There is a revolution going on; it is very spiritual and its manifestation is economic, political, and social. Look to the horizon and listen.
Simon Ortiz, From Sand Creek
Simon, I want to thank you in this way.
I want to honor you for what you have done for us.1
I don't want to use the language of academia
or its forms
because I want to thank you from the place where you touch me . . .
somewhere in my spirit.
You spoke to Tsis-tsis-tas sorrow
and I saw your word-magic
ease the hardness in the eyes of tomorrow.
You have taken our wounds and showed us
their counterparts
in each other,
from place to specific place,
from tribe to tribe,
from man to woman to child,
from generations past into the future.
You took our Aunties and Uncles,
writers from many tribes, [End Page 89]

Click for larger view
Figure 1
Beadwork by Bobbi Ann Blackbear. (Photo courtesy of the author.)
[End Page 90]
and showed them a road,
back in Al . . . bur-quer-que,
back in the 70s.
You put their feet on a path
and held their hands,
pulled them along into song
and re-story-ing the Peoples.
Yes, I know you all had your tears,
Your moments of cloudy anger,
but Love was at the center of it all,
and fire spread from your belly to theirs.
We still warm our hands at it now.
It still creeps through our palms,
en nos brazos,
en nos corazones,
and flames out in our tongues,
filling the air with smoke, cinder, and new growth.

You have gifted us—Wa-do.
You have fathered us—Ma-do.
You have mothered us—Ya-ko-ke.
You have guided us—Ni-a'-she-men.

Tonight, when I look up,
You are there.

I will follow you until morning,
where, transformed,
our children will map trails by you
for seven generations more.

Kimberly Roppolo, of Cherokee, Choctaw, and Creek descent, is assistant professor of native studies at the University of Lethbridge and the associate national director of Wordcraft Circle of Native Writers and Storytellers.
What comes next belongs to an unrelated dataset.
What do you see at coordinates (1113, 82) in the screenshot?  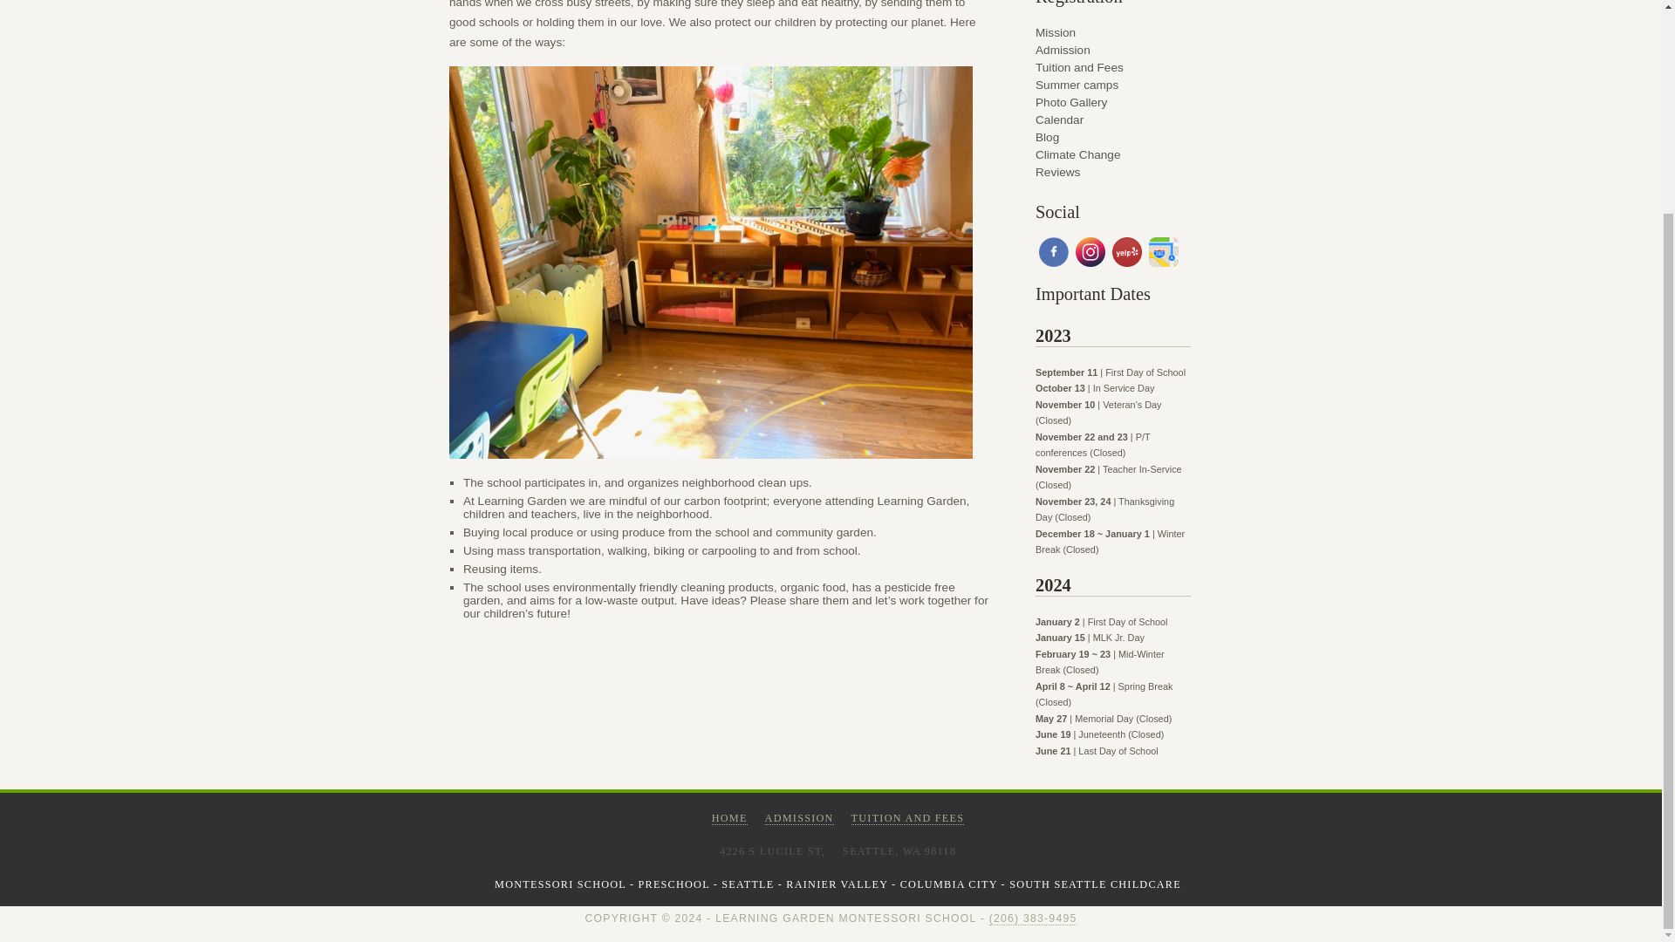 I see `Summer camps` at bounding box center [1113, 82].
Her recent publications include "Symbolic Racism, History, and Reality: The Real Problem with Indian Mascots," in Genocide of the Mind: An Anthology of Urban Indians, edited by MariJo Moore; and "The Real Americana," a poem in This Bridge We Call Home: Radical Visions for Transformation. She is married and has three children.

Endnote

1. The Cheyenne look to the Morning Star to find their way, and that is how they regrouped after the massacre at Sand Creek. Because of the impact of From Sand Creek on my Cheyenne students, I thought this was an appropriate metaphor for Simon. Also, Simon has guided us all—he really is the one who broke ground and guided the whole American Indian literary renaissance [End Page 91] in Albuquerque in the seventies. Where would any of us be without him? Moreover, he taught us all to look beyond a narrow tribalism and see what we have in common with each other, with the world. The moccasin in the illustration is a Cheyenne Morning Star pattern.